Today, we look inward for a how-to on one type of participatory design as applied to museum exhibits. The photos above were provided by Paul Martin of the Science Museum of Minnesota from their award-winning exhibition RACE. But in the museum, the distribution method is more personal.
I just returned from the American Association of Museums (AAM) annual meeting in Philadelphia. I led two sessions, one on visitor co-created museum experiences, and the other on design inspirations from outside museums. what is the value of the exhibition experience to non-participants, that is, regular museum visitors?
Many museums have jumped into the middle level—producing their own content—without starting with commenting. Consider the path of the Bay Area Discovery Museum. Jennifer Caleshu, their director of communication, is a museum talker extraordinaire. Both are museum-run forums for visitors to post their own content and opinions.
The whole process of developing an exhibition tends to get stuck behind a museum's doors. In the past two decades, science centers have been in the lead in the exhibits arena, and we think we have a lot to share--and learn--with other museums. Tags: Technology Tools Worth Checking Out exhibition Museums Engaging in 2.0
In the case of Minnesota History Museum's user-generated exhibition MN150 , sharpening the criteria (and tightening the language) for user submissions made for both better user-created content and easier decisions by the staff on what to include in the final project.

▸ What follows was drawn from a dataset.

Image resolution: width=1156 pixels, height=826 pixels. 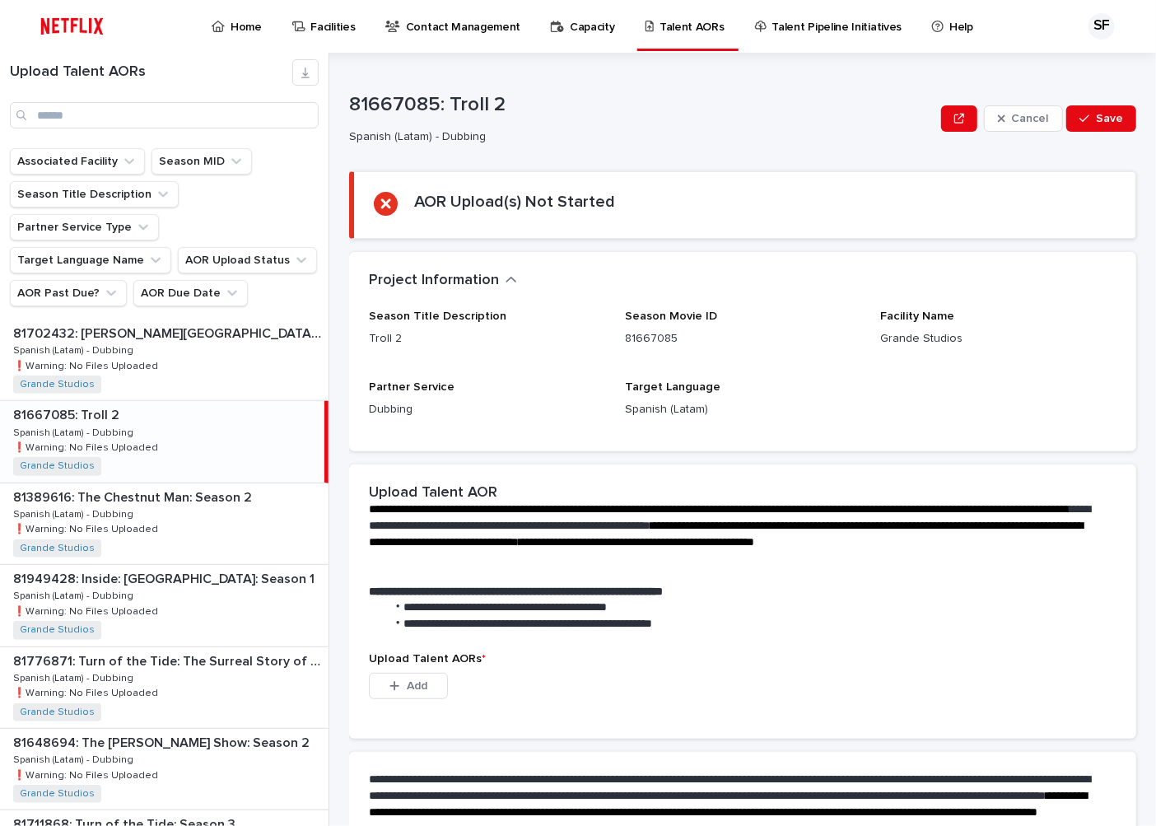 What do you see at coordinates (1030, 119) in the screenshot?
I see `span: Cancel` at bounding box center [1030, 119].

Tags: exhibition design usercontent.
Yeah, the Whaling Museum in New Bedford. I’ve been to the Whaling Museum in New Bedford. Mary’s University of Minnesota. Steven: And it’s not 2:00 a.m. or whatever time it was when you did the last webinar. That’s right. Robin: Yes. Right, Robin? Robin: Oh, yeah. Steven: Good job, [inaudible 00:02:42].

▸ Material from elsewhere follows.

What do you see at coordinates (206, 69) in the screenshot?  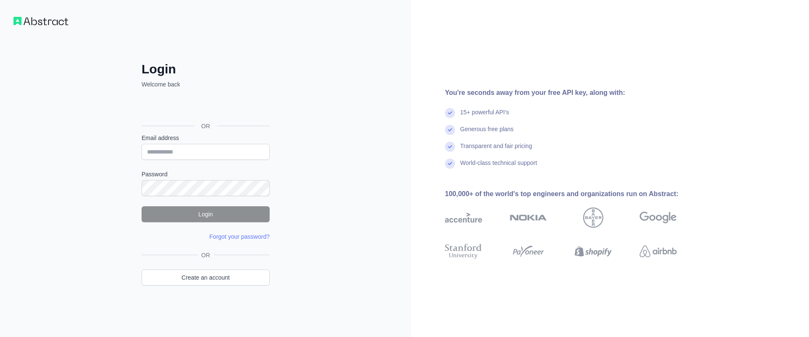 I see `h2: Login` at bounding box center [206, 69].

On Saturday, Bryan Kennedy (Science Museum of Minnesota), Jim Spadaccini (Ideum), Kevin Von Appen (Ontario Science Centre), and I will be reprising our annual Web 2.0 sessions come from all walks of museum/technology, this year we're taking a new approach. On Sunday, I'll be hosting You Can't Do That in Museums!
letting museum visitors contribute and collaborate in museums), I now see this as a crucial issue also for more democratic and inclusive practice (i.e. Other person: "But doesn't that erode museums' authority?" If the museum isn't in control, how can it thrive? Me: "Sort of." and my emphatic response is YES.
Traditional exhibition design, in which the museum has a specific story or message to tell, doesn't easily accommodate visitor co-creation. This realization--that a single museum voice was not the best way to tell a particular story--formed the basis for MN150 , the exhibition explored in this post. How did this project get started?